- Norwegian Polar Institute Norway
- Faculty of Earth Sciences Poland
- Université de Liège (ULiège) Belgium
- University of Liège Belgium
- University of Oslo Norway
- Department of Geosciences University of Oslo Norway
- Universidad Politécnica de Madrid Spain
- Fram Centre Norway
- Friedrich-Alexander University Erlangen-Nürnberg Germany
- University of Silesia Poland
- UNIWERSYTET SLASKI W KATOWICACH Poland
- University of Cambridge United Kingdom
- UNIVERSITETET I OSLO Norway
- University of Erlangen-Nuremberg Germany
- Norwegian Film Institute Norway
- Grenoble Alpes University France
- French National Centre for Scientific Research France
- Friedrich-Alexander-Universität Erlangen-Nürnberg Germany
- University of Silesia in Katowice Poland
- Uppsala University Sweden
The basal topography is largely unknown beneath most glaciers and ice caps, and many attempts have been made to estimate a thickness field from other more accessible information at the surface. Here, we present a two-step reconstruction approach for ice thickness that solves mass conservation over single or several connected drainage basins. The approach is applied to a variety of test geometries with abundant thickness measurements including marine- and land-terminating glaciers as well as a 2400 km2 ice cap on Svalbard. The input requirements are kept to a minimum for the first step. In this step, a geometrically controlled, non-local flux solution is converted into thickness values relying on the shallow ice approximation (SIA). In a second step, the thickness field is updated along fast-flowing glacier trunks on the basis of velocity observations. Both steps account for available thickness measurements. Each thickness field is presented together with an error-estimate map based on a formal propagation of input uncertainties. These error estimates point out that the thickness field is least constrained near ice divides or in other stagnant areas. Withholding a share of the thickness measurements, error estimates tend to overestimate mismatch values in a median sense. We also have to accept an aggregate uncertainty of at least 25 % in the reconstructed thickness field for glaciers with very sparse or no observations. For Vestfonna ice cap (VIC), a previous ice volume estimate based on the same measurement record as used here has to be corrected upward by 22 %. We also find that a 13 % area fraction of the ice cap is in fact grounded below sea level. The former 5 % estimate from a direct measurement interpolation exceeds an aggregate maximum range of 6–23 % as inferred from the error estimates here.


Every line of the material must come back exactly as given.

▸ **SUPPLIED DATA**:
=== Begin Enclosure ===
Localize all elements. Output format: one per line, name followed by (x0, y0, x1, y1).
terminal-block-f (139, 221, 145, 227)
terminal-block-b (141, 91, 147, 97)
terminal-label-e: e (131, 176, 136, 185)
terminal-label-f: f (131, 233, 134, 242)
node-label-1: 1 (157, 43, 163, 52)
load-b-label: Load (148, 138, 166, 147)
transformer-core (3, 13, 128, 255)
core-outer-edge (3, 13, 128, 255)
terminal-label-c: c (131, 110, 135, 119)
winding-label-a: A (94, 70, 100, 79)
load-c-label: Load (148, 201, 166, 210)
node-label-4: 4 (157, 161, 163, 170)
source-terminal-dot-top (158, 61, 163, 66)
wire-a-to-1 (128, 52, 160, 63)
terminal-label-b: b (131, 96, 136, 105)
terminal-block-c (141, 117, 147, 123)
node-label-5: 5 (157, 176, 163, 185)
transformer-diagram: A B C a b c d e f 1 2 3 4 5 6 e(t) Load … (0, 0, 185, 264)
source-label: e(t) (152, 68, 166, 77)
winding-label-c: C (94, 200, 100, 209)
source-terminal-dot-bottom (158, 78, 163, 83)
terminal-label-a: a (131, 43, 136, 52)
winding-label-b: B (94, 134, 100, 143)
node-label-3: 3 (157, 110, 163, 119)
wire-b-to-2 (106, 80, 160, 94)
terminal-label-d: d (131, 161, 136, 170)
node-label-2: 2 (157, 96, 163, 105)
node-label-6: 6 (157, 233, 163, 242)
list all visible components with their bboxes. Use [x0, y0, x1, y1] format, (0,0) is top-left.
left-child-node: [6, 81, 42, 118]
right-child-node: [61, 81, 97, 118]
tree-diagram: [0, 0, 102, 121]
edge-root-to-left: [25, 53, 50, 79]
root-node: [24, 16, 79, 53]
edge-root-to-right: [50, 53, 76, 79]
=== End Enclosure ===
▸ **COMPLETED EXERCISE**:
Localize all elements. Output format: one per line, name followed by (x0, y0, x1, y1).
terminal-block-f (139, 221, 145, 227)
terminal-block-b (141, 91, 147, 97)
terminal-label-e: e (131, 176, 136, 185)
terminal-label-f: f (131, 233, 134, 242)
node-label-1: 1 (157, 43, 163, 52)
load-b-label: Load (148, 138, 166, 147)
transformer-core (3, 13, 128, 255)
core-outer-edge (3, 13, 128, 255)
terminal-label-c: c (131, 110, 135, 119)
winding-label-a: A (94, 70, 100, 79)
load-c-label: Load (148, 201, 166, 210)
node-label-4: 4 (157, 161, 163, 170)
source-terminal-dot-top (158, 61, 163, 66)
wire-a-to-1 (128, 52, 160, 63)
terminal-label-b: b (131, 96, 136, 105)
terminal-block-c (141, 117, 147, 123)
node-label-5: 5 (157, 176, 163, 185)
transformer-diagram: A B C a b c d e f 1 2 3 4 5 6 e(t) Load … (0, 0, 185, 264)
source-label: e(t) (152, 68, 166, 77)
winding-label-c: C (94, 200, 100, 209)
source-terminal-dot-bottom (158, 78, 163, 83)
terminal-label-a: a (131, 43, 136, 52)
winding-label-b: B (94, 134, 100, 143)
node-label-3: 3 (157, 110, 163, 119)
wire-b-to-2 (106, 80, 160, 94)
terminal-label-d: d (131, 161, 136, 170)
node-label-2: 2 (157, 96, 163, 105)
node-label-6: 6 (157, 233, 163, 242)
list all visible components with their bboxes. Use [x0, y0, x1, y1] format, (0,0) is top-left.
left-child-node: [6, 81, 42, 118]
right-child-node: [61, 81, 97, 118]
tree-diagram: [0, 0, 102, 121]
edge-root-to-left: [25, 53, 50, 79]
root-node: [24, 16, 79, 53]
edge-root-to-right: [50, 53, 76, 79]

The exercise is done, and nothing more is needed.